How old were you when you found out mules were sterile hybrids?

I don’t ever remember not knowing.

Ooh, mixing wolves and dolphins must be tough. :slight_smile:

That’s what I returned to say, although I didn’t know about that specific example. But I’ve read that it’s not all that uncommon for female mules to get pregnant, if they aren’t kept from males of similar species (which they usually are) and that the fertility of male mules is not well understood because they are almost always castrated as colts.

I knew they were a hybrid very early on, probably around the same time I learned what horses and donkeys were.

I don’t remember when I first learned that they were sterile. I know I first understood why in Jr High biology classes, but I’m pretty sure I knew they were sterile before that.

The fellow was no great shakes as a teacher – often ill-informed, usually not open to engaging in dialogue, and in truth, a good deal less funny and witty than he fancied himself as being. On the Dope, he’d probably have been one of the site’s dimwits and figures of ridicule. After digesting his informational gem; I figured that he must mean it in terms of trying to match mule to mule, and getting no offspring (as per my bolding above) – it did occur to me that “breeding mules” could equally mean the necessary donkey-and-horse getting-together. Any attempt to voice this observation to our would-be comedian Mr. Burrell, would just have been blown off by him: it wouldn’t have been worth trying.

My family used to breed mules- they were out of the game by the time I was around, but one of the old mules was around- so I knew very early they couldn’t have babies. (Though I did know that there were very rare exceptions.)

Breeding the donkey and the mare is a very difficult thing, btw. I’ve never seen it done, but I know it takes some skill, wine, and a lot of Barry White music.

I was about 10 or 11. I believe I was watching the Beverly Hillbillies and Jed Clampett said something about someone buying a pair of breeding mules. My mother found that funny and I asked her why.

Less than 10. I had a couple reading primer type books that were collections of stories and grade-school level science essays. One of them was about horses, donkeys, mules, zebras and other equines.

I must have been 10 and at summer camp. During horseback riding we always had lots of questions for the wranglers and I’m sure donkey and mule parentage came up then. It was when we also learned that when a mule farts half a dozen times in a row that Steve Stolje will laugh hard enough to fall off his horse.

Do you mind my asking, what country are you in? In the UK, “suffragette” is a pretty well-known word – “all over” I think – from the campaigners here a hundred years ago, and their doings (perhaps the film Mary Poppins has also helped with that). Were activists for women’s suffrage in the USA, also called “suffragettes” (I’m just curious)?

Well, I’m 68 and I just learned it. Not many mules in Maine and I don’t think Ronald Reagan ever mentioned it when he narrated for 20 mule team borax!:cool:

Heh. It also helps to use a taller than average donkey.

Around 12 - 13, during my standard geeky kid Asimov phase, from the Foundation book Nemo mentioned.

If it weren’t for that I’d probably still assume that mules are some type of donkey. Hey, I didn’t learn that only female mosquitoes bite until a couple of years ago.

In the U.S. “suffrage” is an archaic term that is pretty much reserved only for the women’s vote movement of the 19th and early 20th centuries. Other right-to-vote movements were called other things, like “enfranchisement” or simply “voting rights.”

Someone daydreaming that day in American History class might have missed hearing the term entirely.

Around 11 or so. I found it quite disconcerting. I thought a mule was a species of animal, just like a donkey or goat or whatever. And that little mules came from mama mules.

I’m American. I knew what women’s suffrage meant from the time I was youngish, but the suffragettes, with the arrests and the force feeding, that was news to me. Really, my knowledge of world history is very spotty, even UK history. Chances are, if it’s not in a movie, I know very little about it. I’ve learned more history from Doctor Who than I ever learned from Mrs. R’s 10th grade history class. Sad, I know.

Anyway, sorry to hijack.

Let’s see, I was in the back room of a dive bar, so I must have been at least 21.

Probably in high school biology
It’s not like I knew anything about mules or donkeys or horses anyway

I never lived on a farm

I think most of us – unless we specialised in history in our senior years at school – learned more history from informal sources, than we ever did in school ! That goes for me, very certainly.

I actually liked history when I was in school. It was my favorite class. But generally speaking all I learned was what was in the course curriculum. It wasn’t until after I had left school that I began reading history books just for pleasure.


What the task asks: Restate the records in full, keeping every word as it is.

Source material:
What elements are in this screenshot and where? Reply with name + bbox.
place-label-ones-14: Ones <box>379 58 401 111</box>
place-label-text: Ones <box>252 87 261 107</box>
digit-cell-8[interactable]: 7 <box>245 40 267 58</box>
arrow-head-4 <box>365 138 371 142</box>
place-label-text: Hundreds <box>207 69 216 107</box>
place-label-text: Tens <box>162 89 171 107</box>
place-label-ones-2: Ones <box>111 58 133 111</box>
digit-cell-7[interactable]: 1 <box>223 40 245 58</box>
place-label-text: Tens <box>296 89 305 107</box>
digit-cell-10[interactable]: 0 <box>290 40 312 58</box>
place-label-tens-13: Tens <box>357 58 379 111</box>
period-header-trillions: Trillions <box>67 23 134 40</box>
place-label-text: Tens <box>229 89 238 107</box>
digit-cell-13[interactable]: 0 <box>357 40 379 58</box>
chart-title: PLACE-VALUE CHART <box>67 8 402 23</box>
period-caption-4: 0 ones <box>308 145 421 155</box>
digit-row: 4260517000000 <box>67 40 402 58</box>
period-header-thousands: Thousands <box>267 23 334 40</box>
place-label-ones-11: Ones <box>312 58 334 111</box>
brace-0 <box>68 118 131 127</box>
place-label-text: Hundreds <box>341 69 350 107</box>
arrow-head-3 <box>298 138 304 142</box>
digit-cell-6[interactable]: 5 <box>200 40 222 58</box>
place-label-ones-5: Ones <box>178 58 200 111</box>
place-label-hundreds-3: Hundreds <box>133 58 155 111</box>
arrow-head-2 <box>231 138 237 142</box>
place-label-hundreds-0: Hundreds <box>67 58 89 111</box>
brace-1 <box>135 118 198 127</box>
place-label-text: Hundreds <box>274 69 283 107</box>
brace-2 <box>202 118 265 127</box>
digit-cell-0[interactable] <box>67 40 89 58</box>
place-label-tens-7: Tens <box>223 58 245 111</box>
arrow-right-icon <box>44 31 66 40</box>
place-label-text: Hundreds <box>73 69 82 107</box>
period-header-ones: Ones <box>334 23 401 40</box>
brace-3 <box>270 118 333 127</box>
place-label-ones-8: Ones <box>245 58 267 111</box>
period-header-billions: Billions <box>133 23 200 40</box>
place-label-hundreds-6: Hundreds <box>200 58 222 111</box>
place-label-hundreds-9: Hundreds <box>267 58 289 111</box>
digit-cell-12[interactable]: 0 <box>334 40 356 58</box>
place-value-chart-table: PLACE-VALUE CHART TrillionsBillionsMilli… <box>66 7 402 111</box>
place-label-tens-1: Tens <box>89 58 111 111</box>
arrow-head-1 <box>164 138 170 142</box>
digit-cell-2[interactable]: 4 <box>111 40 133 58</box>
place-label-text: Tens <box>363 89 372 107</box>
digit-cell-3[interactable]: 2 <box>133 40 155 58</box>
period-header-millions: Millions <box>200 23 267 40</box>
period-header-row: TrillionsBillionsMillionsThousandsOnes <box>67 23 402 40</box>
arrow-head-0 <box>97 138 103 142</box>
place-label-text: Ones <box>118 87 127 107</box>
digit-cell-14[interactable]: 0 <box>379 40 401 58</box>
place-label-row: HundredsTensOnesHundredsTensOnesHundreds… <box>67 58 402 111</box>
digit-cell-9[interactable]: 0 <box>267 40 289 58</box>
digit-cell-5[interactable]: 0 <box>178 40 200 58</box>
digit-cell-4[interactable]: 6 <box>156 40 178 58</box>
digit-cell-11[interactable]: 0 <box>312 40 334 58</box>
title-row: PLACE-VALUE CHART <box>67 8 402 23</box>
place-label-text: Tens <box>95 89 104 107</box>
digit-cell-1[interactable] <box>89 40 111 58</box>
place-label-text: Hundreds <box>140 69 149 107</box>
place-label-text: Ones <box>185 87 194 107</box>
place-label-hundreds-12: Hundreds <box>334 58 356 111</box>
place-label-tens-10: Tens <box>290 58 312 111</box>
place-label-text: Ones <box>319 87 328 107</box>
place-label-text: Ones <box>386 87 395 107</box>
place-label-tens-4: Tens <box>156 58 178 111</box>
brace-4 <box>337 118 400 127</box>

Answer for the task:
What elements are in this screenshot and where? Reply with name + bbox.
place-label-ones-14: Ones <box>379 58 401 111</box>
place-label-text: Ones <box>252 87 261 107</box>
digit-cell-8[interactable]: 7 <box>245 40 267 58</box>
arrow-head-4 <box>365 138 371 142</box>
place-label-text: Hundreds <box>207 69 216 107</box>
place-label-text: Tens <box>162 89 171 107</box>
place-label-ones-2: Ones <box>111 58 133 111</box>
digit-cell-7[interactable]: 1 <box>223 40 245 58</box>
place-label-text: Tens <box>296 89 305 107</box>
digit-cell-10[interactable]: 0 <box>290 40 312 58</box>
place-label-tens-13: Tens <box>357 58 379 111</box>
period-header-trillions: Trillions <box>67 23 134 40</box>
place-label-text: Tens <box>229 89 238 107</box>
digit-cell-13[interactable]: 0 <box>357 40 379 58</box>
chart-title: PLACE-VALUE CHART <box>67 8 402 23</box>
period-caption-4: 0 ones <box>308 145 421 155</box>
digit-row: 4260517000000 <box>67 40 402 58</box>
period-header-thousands: Thousands <box>267 23 334 40</box>
place-label-ones-11: Ones <box>312 58 334 111</box>
brace-0 <box>68 118 131 127</box>
place-label-text: Hundreds <box>341 69 350 107</box>
arrow-head-3 <box>298 138 304 142</box>
digit-cell-6[interactable]: 5 <box>200 40 222 58</box>
place-label-ones-5: Ones <box>178 58 200 111</box>
place-label-hundreds-3: Hundreds <box>133 58 155 111</box>
arrow-head-2 <box>231 138 237 142</box>
place-label-hundreds-0: Hundreds <box>67 58 89 111</box>
brace-1 <box>135 118 198 127</box>
place-label-text: Hundreds <box>274 69 283 107</box>
brace-2 <box>202 118 265 127</box>
digit-cell-0[interactable] <box>67 40 89 58</box>
place-label-tens-7: Tens <box>223 58 245 111</box>
arrow-right-icon <box>44 31 66 40</box>
place-label-text: Hundreds <box>73 69 82 107</box>
period-header-ones: Ones <box>334 23 401 40</box>
brace-3 <box>270 118 333 127</box>
place-label-ones-8: Ones <box>245 58 267 111</box>
period-header-billions: Billions <box>133 23 200 40</box>
place-label-hundreds-6: Hundreds <box>200 58 222 111</box>
place-label-hundreds-9: Hundreds <box>267 58 289 111</box>
digit-cell-12[interactable]: 0 <box>334 40 356 58</box>
place-value-chart-table: PLACE-VALUE CHART TrillionsBillionsMilli… <box>66 7 402 111</box>
place-label-tens-1: Tens <box>89 58 111 111</box>
arrow-head-1 <box>164 138 170 142</box>
digit-cell-2[interactable]: 4 <box>111 40 133 58</box>
place-label-text: Tens <box>363 89 372 107</box>
digit-cell-3[interactable]: 2 <box>133 40 155 58</box>
period-header-millions: Millions <box>200 23 267 40</box>
period-header-row: TrillionsBillionsMillionsThousandsOnes <box>67 23 402 40</box>
arrow-head-0 <box>97 138 103 142</box>
place-label-text: Ones <box>118 87 127 107</box>
digit-cell-14[interactable]: 0 <box>379 40 401 58</box>
place-label-row: HundredsTensOnesHundredsTensOnesHundreds… <box>67 58 402 111</box>
digit-cell-9[interactable]: 0 <box>267 40 289 58</box>
digit-cell-5[interactable]: 0 <box>178 40 200 58</box>
digit-cell-4[interactable]: 6 <box>156 40 178 58</box>
digit-cell-11[interactable]: 0 <box>312 40 334 58</box>
title-row: PLACE-VALUE CHART <box>67 8 402 23</box>
place-label-text: Tens <box>95 89 104 107</box>
digit-cell-1[interactable] <box>89 40 111 58</box>
place-label-text: Hundreds <box>140 69 149 107</box>
place-label-text: Ones <box>185 87 194 107</box>
place-label-hundreds-12: Hundreds <box>334 58 356 111</box>
place-label-tens-10: Tens <box>290 58 312 111</box>
place-label-text: Ones <box>319 87 328 107</box>
place-label-text: Ones <box>386 87 395 107</box>
place-label-tens-4: Tens <box>156 58 178 111</box>
brace-4 <box>337 118 400 127</box>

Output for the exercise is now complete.